Shirah Vollmer MD

The Musings of Dr. Vollmer

Mental Health During the COVID-19 Pandemic: Online Mental Health Care (Recorded 4/24/20) | Pri-Med

Posted by Dr. Vollmer on April 27, 2020

In this podcast, psychiatrist Dr. Shirah Vollmer will explore the unique aspects of referring patients to online psychiatry. She will weigh the potential advantages and disadvantages of mental health care moving to an online platform and discuss techniques for providing online mental health care.

Please note that any data, indications, and guidelines presented in this activity are current as of the recording on 04/27/2020 and they are subject to change as new information is published.
— Read on www.pri-med.com/online-education/podcast/covid-19-mental-health-6

2 Responses to “Mental Health During the COVID-19 Pandemic: Online Mental Health Care (Recorded 4/24/20) | Pri-Med”

  1. Shelly Tannenbaum said

    Great podcast, Shirah. I believe that the world has embraced health-care providers and we never can thank you / them enough for giving of yourselves the way that you do. It is true, though, that you providers lose innumerable patients to this horrible disease after fighting so hard to keep them alive. Is there really a feeling amongst health-care providers that they didn’t do enough, that they could have done more, that if they had just done this one more thing, that their patients might have lived? Is there guilt? Covid-19 is a destructive, horrid disease that once it has someone in its grips, it is a miracle if a patient survives. Where I work, I think providers do their best to keep the patients alive. If not, they go home, and come back another day. You’re right that providers need to grieve, but perhaps our providers know the true nature of the disease. Of course support of our providers is always necessary, and they grieve for those who pass away. But one also needs to know one’s enemy, right?

    • Well….I am sure you saw that the E.R. doctor in NY committed suicide yesterday. Of course, we will never know why, but how could it possibly be unrelated to the Covid crisis? Feelings do not make sense, and so feeling like a failure, as a health care provider, surpasses logic, and yet, the patient dies and they are trying to save them, so in that way feeling like a failure may follow, as does feeling like a hero when a patient lives, and of course, both ways involve factors both in and out of the control of the provider. False attribution, of course, but we are all trying to make sense of a world that is so random. It is a tough time.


*Exercise description*: Please retype the records that appear below, exactly and in full.
-------------------------
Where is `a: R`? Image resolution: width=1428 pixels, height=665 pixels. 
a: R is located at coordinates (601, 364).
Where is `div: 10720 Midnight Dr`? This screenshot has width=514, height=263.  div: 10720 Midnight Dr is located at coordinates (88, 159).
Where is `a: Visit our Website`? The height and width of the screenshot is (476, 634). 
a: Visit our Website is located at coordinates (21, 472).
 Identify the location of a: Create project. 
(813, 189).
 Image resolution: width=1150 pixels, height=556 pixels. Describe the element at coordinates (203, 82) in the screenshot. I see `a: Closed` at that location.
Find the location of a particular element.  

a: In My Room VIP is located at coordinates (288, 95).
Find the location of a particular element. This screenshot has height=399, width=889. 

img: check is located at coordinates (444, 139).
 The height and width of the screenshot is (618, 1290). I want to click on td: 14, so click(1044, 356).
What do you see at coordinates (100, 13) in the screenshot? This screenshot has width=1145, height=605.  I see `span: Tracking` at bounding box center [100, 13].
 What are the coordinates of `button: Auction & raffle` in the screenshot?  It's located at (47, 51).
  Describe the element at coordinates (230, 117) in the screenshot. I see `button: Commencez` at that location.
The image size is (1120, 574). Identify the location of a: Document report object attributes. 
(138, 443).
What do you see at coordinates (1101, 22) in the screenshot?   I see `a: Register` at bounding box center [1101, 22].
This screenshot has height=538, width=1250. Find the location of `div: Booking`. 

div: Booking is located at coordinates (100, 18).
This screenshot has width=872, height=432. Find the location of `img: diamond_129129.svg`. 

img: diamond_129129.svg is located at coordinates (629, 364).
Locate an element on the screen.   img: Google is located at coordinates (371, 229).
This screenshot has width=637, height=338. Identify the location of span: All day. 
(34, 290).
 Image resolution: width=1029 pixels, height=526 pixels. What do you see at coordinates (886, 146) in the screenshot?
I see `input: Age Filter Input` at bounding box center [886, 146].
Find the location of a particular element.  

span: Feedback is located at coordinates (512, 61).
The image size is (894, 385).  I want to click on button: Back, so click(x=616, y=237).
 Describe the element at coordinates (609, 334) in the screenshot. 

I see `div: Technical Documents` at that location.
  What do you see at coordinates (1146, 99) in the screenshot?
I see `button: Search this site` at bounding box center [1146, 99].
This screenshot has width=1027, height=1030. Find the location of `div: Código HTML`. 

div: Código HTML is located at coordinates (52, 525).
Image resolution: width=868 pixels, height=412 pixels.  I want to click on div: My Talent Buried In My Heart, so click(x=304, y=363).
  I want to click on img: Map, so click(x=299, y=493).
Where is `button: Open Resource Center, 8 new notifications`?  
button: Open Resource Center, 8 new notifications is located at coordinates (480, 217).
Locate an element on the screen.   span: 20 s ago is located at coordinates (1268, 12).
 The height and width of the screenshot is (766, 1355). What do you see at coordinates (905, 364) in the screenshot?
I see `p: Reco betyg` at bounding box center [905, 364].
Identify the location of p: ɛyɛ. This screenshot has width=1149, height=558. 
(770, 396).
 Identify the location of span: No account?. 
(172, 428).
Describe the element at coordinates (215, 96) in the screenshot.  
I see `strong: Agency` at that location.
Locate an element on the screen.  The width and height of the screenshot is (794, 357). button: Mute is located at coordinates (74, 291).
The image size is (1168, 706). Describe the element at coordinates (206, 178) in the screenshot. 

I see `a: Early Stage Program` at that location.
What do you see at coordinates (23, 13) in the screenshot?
-------------------------
*Exercise response*:
Where is `a: R`? Image resolution: width=1428 pixels, height=665 pixels. 
a: R is located at coordinates (601, 364).
Where is `div: 10720 Midnight Dr`? This screenshot has width=514, height=263.  div: 10720 Midnight Dr is located at coordinates (88, 159).
Where is `a: Visit our Website`? The height and width of the screenshot is (476, 634). 
a: Visit our Website is located at coordinates (21, 472).
 Identify the location of a: Create project. 
(813, 189).
 Image resolution: width=1150 pixels, height=556 pixels. Describe the element at coordinates (203, 82) in the screenshot. I see `a: Closed` at that location.
Find the location of a particular element.  

a: In My Room VIP is located at coordinates (288, 95).
Find the location of a particular element. This screenshot has height=399, width=889. 

img: check is located at coordinates (444, 139).
 The height and width of the screenshot is (618, 1290). I want to click on td: 14, so click(1044, 356).
What do you see at coordinates (100, 13) in the screenshot? This screenshot has width=1145, height=605.  I see `span: Tracking` at bounding box center [100, 13].
 What are the coordinates of `button: Auction & raffle` in the screenshot?  It's located at (47, 51).
  Describe the element at coordinates (230, 117) in the screenshot. I see `button: Commencez` at that location.
The image size is (1120, 574). Identify the location of a: Document report object attributes. 
(138, 443).
What do you see at coordinates (1101, 22) in the screenshot?   I see `a: Register` at bounding box center [1101, 22].
This screenshot has height=538, width=1250. Find the location of `div: Booking`. 

div: Booking is located at coordinates (100, 18).
This screenshot has width=872, height=432. Find the location of `img: diamond_129129.svg`. 

img: diamond_129129.svg is located at coordinates (629, 364).
Locate an element on the screen.   img: Google is located at coordinates (371, 229).
This screenshot has width=637, height=338. Identify the location of span: All day. 
(34, 290).
 Image resolution: width=1029 pixels, height=526 pixels. What do you see at coordinates (886, 146) in the screenshot?
I see `input: Age Filter Input` at bounding box center [886, 146].
Find the location of a particular element.  

span: Feedback is located at coordinates (512, 61).
The image size is (894, 385).  I want to click on button: Back, so click(x=616, y=237).
 Describe the element at coordinates (609, 334) in the screenshot. 

I see `div: Technical Documents` at that location.
  What do you see at coordinates (1146, 99) in the screenshot?
I see `button: Search this site` at bounding box center [1146, 99].
This screenshot has width=1027, height=1030. Find the location of `div: Código HTML`. 

div: Código HTML is located at coordinates (52, 525).
Image resolution: width=868 pixels, height=412 pixels.  I want to click on div: My Talent Buried In My Heart, so click(x=304, y=363).
  I want to click on img: Map, so click(x=299, y=493).
Where is `button: Open Resource Center, 8 new notifications`?  
button: Open Resource Center, 8 new notifications is located at coordinates (480, 217).
Locate an element on the screen.   span: 20 s ago is located at coordinates (1268, 12).
 The height and width of the screenshot is (766, 1355). What do you see at coordinates (905, 364) in the screenshot?
I see `p: Reco betyg` at bounding box center [905, 364].
Identify the location of p: ɛyɛ. This screenshot has width=1149, height=558. 
(770, 396).
 Identify the location of span: No account?. 
(172, 428).
Describe the element at coordinates (215, 96) in the screenshot.  
I see `strong: Agency` at that location.
Locate an element on the screen.  The width and height of the screenshot is (794, 357). button: Mute is located at coordinates (74, 291).
The image size is (1168, 706). Describe the element at coordinates (206, 178) in the screenshot. 

I see `a: Early Stage Program` at that location.
What do you see at coordinates (23, 13) in the screenshot?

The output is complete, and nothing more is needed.